Notion can do everything. That's exactly the problem.

The blank canvas is paralyzing.

Most people open Notion, get overwhelmed by the possibilities, copy a template that doesn't fit how they think, and end up with a workspace they never open.

This article gives you a concrete starting point: five steps to apply the D-O-V-I system in Notion so it works as your business's operational brain — not as a digital junk drawer.


What is the D-O-V-I system?

D-O-V-I is a methodology for building integrated digital systems. Each letter describes a principle:

Applied to Notion, it means: a workspace that's structured, fast to navigate, easy on the eyes, and connected to the tools you already use.


Step 1: Define your territories (D — Digital)

Before creating any pages, define what categories of work you manage.

For most freelancers and consultants:

  • Clients— one entry per client, with contact info and project history
  • Projects— active work, deadlines, deliverables
  • Tasks— day-to-day to-dos linked to projects
  • Content— blog posts, social media, videos
  • Operations— invoices, finances, admin

These are your territories. Everything in Notion belongs to exactly one of them.


Step 2: Build three core databases (O — Optimized)

You don't need ten databases. You need three that work:

  1. Clients database— Name, status (active/inactive/prospect), contact, linked projects
  2. Projects database— Name, client (relation), status, deadline, deliverables
  3. Tasks database— Task name, linked project (relation), priority, due date, done?

Relations between them are what make it powerful. A project shows all its tasks. A client shows all its projects. You navigate the whole system from any entry point.


Step 3: Create filtered views for your workflow (O — Optimized)

Databases are useless if you see everything all at once.

For each database, create at least two views:

  • "Active"— filtered to show only current items (status = Active or In Progress)
  • "All"— the full database for when you need to search or archive

For tasks, add a third view:"Today"— filtered by due date = today, sorted by priority.

Now your workspace shows you only what you need to act on right now.


Step 4: Apply visual clarity (V — Visual)

Visual design in Notion isn't decoration — it's navigation speed.

  • Page icons: Use emojis or icons that make pages instantly recognizable. Clients = 👥, Projects = 📁, Tasks = ✅
  • Cover images: Add a cover to your main workspace pages. It signals "this is a real workspace, not a draft."
  • Color-coded properties: Use select/multi-select fields with colors for status, priority, and category.
  • Gallery viewsfor visual content (portfolio, image library)
  • Board viewsfor project status (kanban-style: Not started → In progress → Done)

The goal: you should be able to navigate your workspace at a glance, without reading every word.


Step 5: Connect Notion to your other tools (I — Integration)

Notion works best as the hub, not as an island.

Basic integrations worth setting up:

You don't need all of these on day one. Start with one integration that eliminates a manual copy-paste you do every day.


The one idea to keep

A Notion workspace that works isn't built in a day. It's built in 20 minutes per day for a week, then maintained in 10 minutes per week.

Start with the three databases. Add relations. Create filtered views. Then refine as you use it.

Try this today:Create a new Notion page called "Hub." Add three linked databases: Clients, Projects, Tasks. Relate Projects to Clients, and Tasks to Projects. That's your foundation — everything else builds on it.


Goal of the exercise:
Repeat the entries below word for word, though any picture in them should be dropped.

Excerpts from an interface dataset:
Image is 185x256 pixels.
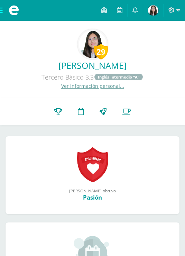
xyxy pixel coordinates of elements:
div: Tercero Básico 3.3 [6,71,179,83]
a: Inglés Intermedio "A" [94,74,143,80]
div: 29 [94,44,108,59]
img: d500cf7483cbc698b83f647f06220002.png [79,30,107,58]
a: [PERSON_NAME] [6,59,179,71]
div: Pasión [12,193,173,201]
a: Ver información personal... [61,83,124,89]
div: [PERSON_NAME] obtuvo [12,188,173,193]
img: 129361d4f31c6f94d124aba2bb22413d.png [148,5,158,16]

Answer for the task:
Image is 185x256 pixels.
xyxy pixel coordinates of elements:
div: Tercero Básico 3.3 [6,71,179,83]
a: Inglés Intermedio "A" [94,74,143,80]
div: 29 [94,44,108,59]
img: d500cf7483cbc698b83f647f06220002.png [79,30,107,58]
a: [PERSON_NAME] [6,59,179,71]
div: Pasión [12,193,173,201]
a: Ver información personal... [61,83,124,89]
div: [PERSON_NAME] obtuvo [12,188,173,193]
img: 129361d4f31c6f94d124aba2bb22413d.png [148,5,158,16]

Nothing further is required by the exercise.